Part of the purpose of a declaration of war is to recognize the existence of a temporary national emergency. Its purpose is to define the terms under which the government may take on temporary emergency powers -- and thereby ensure that those powers will in fact be temporary. The power of government always tends to expand during wartime, sometimes legitimately, sometimes not; during World War II, for example, FDR imposed a de facto economic dictatorship. But this wartime expansion of government is always mitigated by the fact that it is explicitly temporary, that it is justified only "for the duration." When the war is over, the president's extraordinary powers are revoked -- and the people can then demand that government be limited once again to its ordinary powers.

The adoption of such measures when the country is not officially, legally at war, is much more dangerous. Without a declaration of war, they are not temporary emergency measures, but a permanent change in the powers of government.

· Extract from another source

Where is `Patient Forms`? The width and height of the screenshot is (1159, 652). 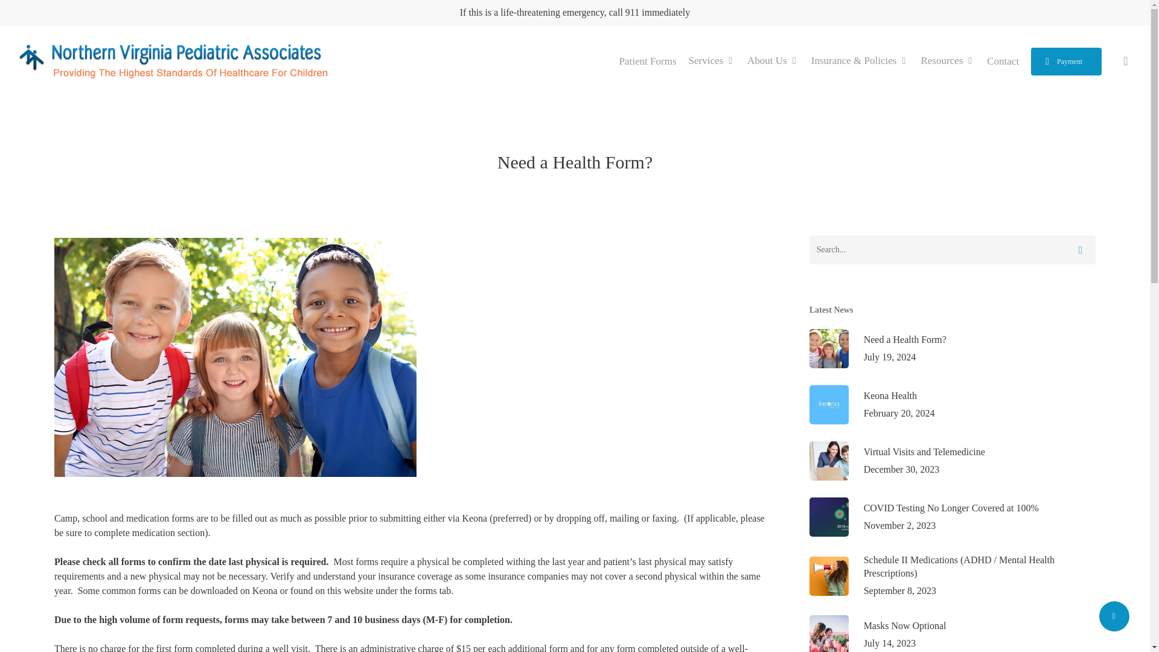
Patient Forms is located at coordinates (952, 404).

Even more ominous is the argument the administration uses to justify its imposition of military tribunals and arbitrary detention of immigrants. These actions are not violations of the Constitution, they argue, because the Constitution applies only to U.S. citizens. This is an expression of a legal philosophy, widely accepted on both the left and the right, which holds that we do not possess our rights by our nature as human beings -- that rights are instead granted to us by a social consensus. In this view, if the Constitution is silent about a given person's rights, then he has no rights -- and the government may dispose of him as it wishes. This philosophy, more than anything else, threatens to take these quasi-wartime alterations of our civil liberties and make them into permanent fixtures of peacetime American government.

There are many reasons why we should demand that Congress declare war, including the need to give our war policy a more definite shape, naming the specific enemies to be attacked. Just as important, a declaration of war would ensure that the extraordinary powers exercised by the chief executive will be granted only for the duration. A declaration of war is our best guarantee that we will be able to restrain government and reclaim our full legal rights when the war is over.


Robert Tracinski was a senior writer for the Ayn Rand Institute from 2000 to 2004. The Institute promotes the philosophy of Ayn Rand, author of Atlas Shrugged and The Fountainhead. Mr. Tracinski is editor and publisher of The Intellectual Activist and TIADaily, which offer daily news and analysis from a pro-reason, pro-individualist perspective. To receive a free 30-day trial of the TIA Daily and a FREE pdf issue of the Intellectual Activist please go to TIADaily.com and enter your email address.